6/1/2026 at 2:03:40 PM
When I was in college more than 20 years ago there was a class where we designed our own transistors (with a lot of help from the course material), assembled those into logic gates and registers, assembled those into adders, multipliers, memories, etc., and finally implemented a function like a CRC calculator/checker. We then sent our designs to MOSIS and got a chip back. By far the coolest class I took.Then I got into industry and saw that each of those steps is done by a different team of people, often at different companies. Most companies doing "chip design" today are buying off-the-shelf processors, system busses, memories, dma engines, network subsystems, sensor interfaces, etc. and just wiring them up. It's honestly kind of just, tedious now. The challenges have more to do with making sure those components are all mated up correctly than in doing any fun design work, at least for everyone on the team except the "chip architect." Working on the verification team is usually more interesting than on the design team on these kinds of projects (but don't tell the designers I said that).
I currently work for a company doing novel digital designs targeting FPGAs. There are still some off-the-shelf parts such as a PCIe, Ethernet, etc. blocks, but a good amount of the stuff I did in school, such as designing state machines, efficient data structures, and instruction sets. It's pretty fun.
by krupan
6/1/2026 at 7:00:00 PM
> each of those steps is done by a different team of people, often at different companies. Most companies doing [ABC] today are buying off-the-shelf [XYZ] etc. and just wiring them up.A lot of software engineering work is similar -- basically plumbing across bits of functionality that someone else wrote. But really, isn't this true for several industries and most jobs? Between the management framework of breaking down responsibilities and pushing companies / people to focus on "core competencies" it seems that there's an inexorable tide in this direction, especially in corporate roles. Startups, of course, are the exception because they typically haven't gotten to a point where they have the luxury of dividing a goal so finely between so many people.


--- WORK ORDER ---
Tally the lines below that contain "gridline" and reply with only the tally.

--- EXTRACTED MATERIAL ---

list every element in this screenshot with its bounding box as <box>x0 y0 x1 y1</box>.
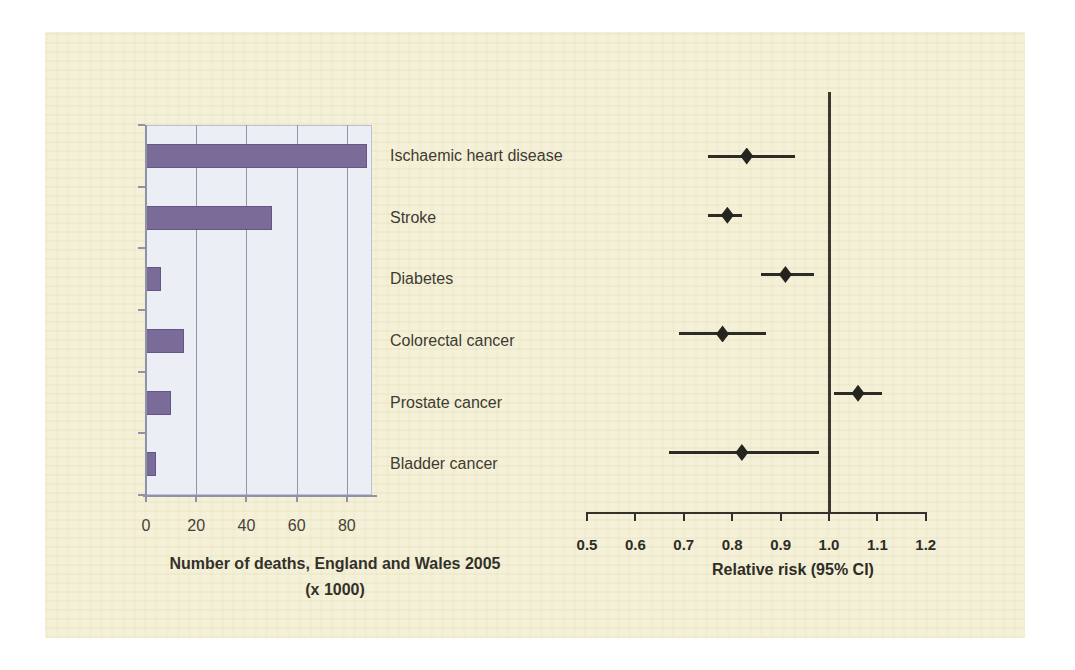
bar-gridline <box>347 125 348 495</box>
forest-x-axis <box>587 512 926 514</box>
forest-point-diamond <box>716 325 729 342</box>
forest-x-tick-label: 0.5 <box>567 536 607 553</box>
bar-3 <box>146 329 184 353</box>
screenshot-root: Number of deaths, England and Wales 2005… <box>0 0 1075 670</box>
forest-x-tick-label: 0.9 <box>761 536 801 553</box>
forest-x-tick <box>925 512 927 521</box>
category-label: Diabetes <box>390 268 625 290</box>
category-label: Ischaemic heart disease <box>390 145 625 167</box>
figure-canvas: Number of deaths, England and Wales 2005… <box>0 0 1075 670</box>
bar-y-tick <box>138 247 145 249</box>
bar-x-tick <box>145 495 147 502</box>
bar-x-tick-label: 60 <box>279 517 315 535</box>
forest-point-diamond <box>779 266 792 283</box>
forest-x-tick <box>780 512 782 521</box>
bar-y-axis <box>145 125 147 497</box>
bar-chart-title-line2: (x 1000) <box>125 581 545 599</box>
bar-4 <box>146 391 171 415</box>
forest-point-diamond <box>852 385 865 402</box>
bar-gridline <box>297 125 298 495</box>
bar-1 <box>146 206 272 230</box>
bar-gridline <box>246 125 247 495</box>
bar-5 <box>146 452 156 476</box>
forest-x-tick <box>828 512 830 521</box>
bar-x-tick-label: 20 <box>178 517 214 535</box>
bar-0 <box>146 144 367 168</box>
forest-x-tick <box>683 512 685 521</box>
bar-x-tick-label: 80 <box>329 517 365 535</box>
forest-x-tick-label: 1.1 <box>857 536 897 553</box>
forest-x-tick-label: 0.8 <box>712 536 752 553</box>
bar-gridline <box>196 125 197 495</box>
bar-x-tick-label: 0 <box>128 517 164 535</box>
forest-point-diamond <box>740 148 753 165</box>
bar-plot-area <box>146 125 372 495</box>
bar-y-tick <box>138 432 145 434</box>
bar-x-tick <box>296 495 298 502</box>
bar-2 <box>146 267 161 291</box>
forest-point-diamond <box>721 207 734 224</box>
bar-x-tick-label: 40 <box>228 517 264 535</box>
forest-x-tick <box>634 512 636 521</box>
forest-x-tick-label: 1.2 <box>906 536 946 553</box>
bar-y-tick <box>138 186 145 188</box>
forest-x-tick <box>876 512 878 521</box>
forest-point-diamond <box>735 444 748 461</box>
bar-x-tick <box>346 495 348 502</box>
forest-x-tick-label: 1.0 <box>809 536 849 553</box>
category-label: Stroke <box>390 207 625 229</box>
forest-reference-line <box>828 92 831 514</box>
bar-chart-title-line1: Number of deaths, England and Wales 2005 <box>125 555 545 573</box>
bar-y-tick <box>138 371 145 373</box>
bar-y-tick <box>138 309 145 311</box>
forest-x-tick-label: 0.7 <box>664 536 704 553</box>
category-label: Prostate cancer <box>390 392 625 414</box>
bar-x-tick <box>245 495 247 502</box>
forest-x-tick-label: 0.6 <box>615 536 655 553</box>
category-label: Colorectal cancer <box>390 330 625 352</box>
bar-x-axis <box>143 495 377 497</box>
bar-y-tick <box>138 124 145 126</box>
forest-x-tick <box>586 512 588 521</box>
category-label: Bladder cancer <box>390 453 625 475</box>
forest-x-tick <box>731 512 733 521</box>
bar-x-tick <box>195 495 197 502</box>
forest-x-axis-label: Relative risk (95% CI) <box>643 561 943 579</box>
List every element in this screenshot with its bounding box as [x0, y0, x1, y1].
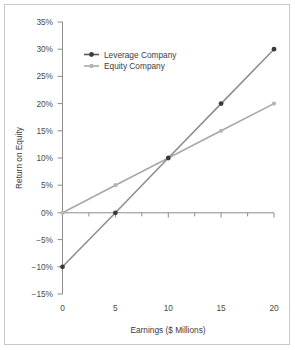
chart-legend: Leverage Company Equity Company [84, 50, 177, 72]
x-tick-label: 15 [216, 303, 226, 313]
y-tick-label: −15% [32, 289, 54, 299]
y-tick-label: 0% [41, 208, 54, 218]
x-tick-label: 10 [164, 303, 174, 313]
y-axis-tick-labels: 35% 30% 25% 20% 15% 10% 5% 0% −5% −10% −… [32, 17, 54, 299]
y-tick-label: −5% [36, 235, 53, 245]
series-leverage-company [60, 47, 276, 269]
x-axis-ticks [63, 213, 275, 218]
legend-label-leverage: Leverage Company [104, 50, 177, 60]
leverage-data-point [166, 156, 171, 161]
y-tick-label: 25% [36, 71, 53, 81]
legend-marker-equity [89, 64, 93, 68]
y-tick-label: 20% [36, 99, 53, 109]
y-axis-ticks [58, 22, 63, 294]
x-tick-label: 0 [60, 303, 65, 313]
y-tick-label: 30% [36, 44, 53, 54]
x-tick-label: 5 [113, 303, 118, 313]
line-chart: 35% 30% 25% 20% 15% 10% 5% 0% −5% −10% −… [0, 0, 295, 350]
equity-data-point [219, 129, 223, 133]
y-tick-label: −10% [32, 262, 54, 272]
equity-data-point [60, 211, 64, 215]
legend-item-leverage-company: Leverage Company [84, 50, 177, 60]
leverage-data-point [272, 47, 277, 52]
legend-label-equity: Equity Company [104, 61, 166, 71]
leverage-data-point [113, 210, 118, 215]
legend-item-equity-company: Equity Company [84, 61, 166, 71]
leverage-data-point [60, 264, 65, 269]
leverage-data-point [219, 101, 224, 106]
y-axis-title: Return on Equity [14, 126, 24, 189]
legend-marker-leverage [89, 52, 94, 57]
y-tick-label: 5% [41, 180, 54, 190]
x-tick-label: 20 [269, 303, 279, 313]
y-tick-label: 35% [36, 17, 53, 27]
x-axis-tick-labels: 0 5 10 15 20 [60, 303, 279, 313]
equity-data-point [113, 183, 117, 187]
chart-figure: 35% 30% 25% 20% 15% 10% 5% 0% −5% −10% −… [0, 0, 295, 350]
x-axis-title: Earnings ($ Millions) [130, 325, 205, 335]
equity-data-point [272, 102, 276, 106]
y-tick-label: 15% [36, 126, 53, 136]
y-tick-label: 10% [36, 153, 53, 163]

--- THE COMPLETED TASK ---
4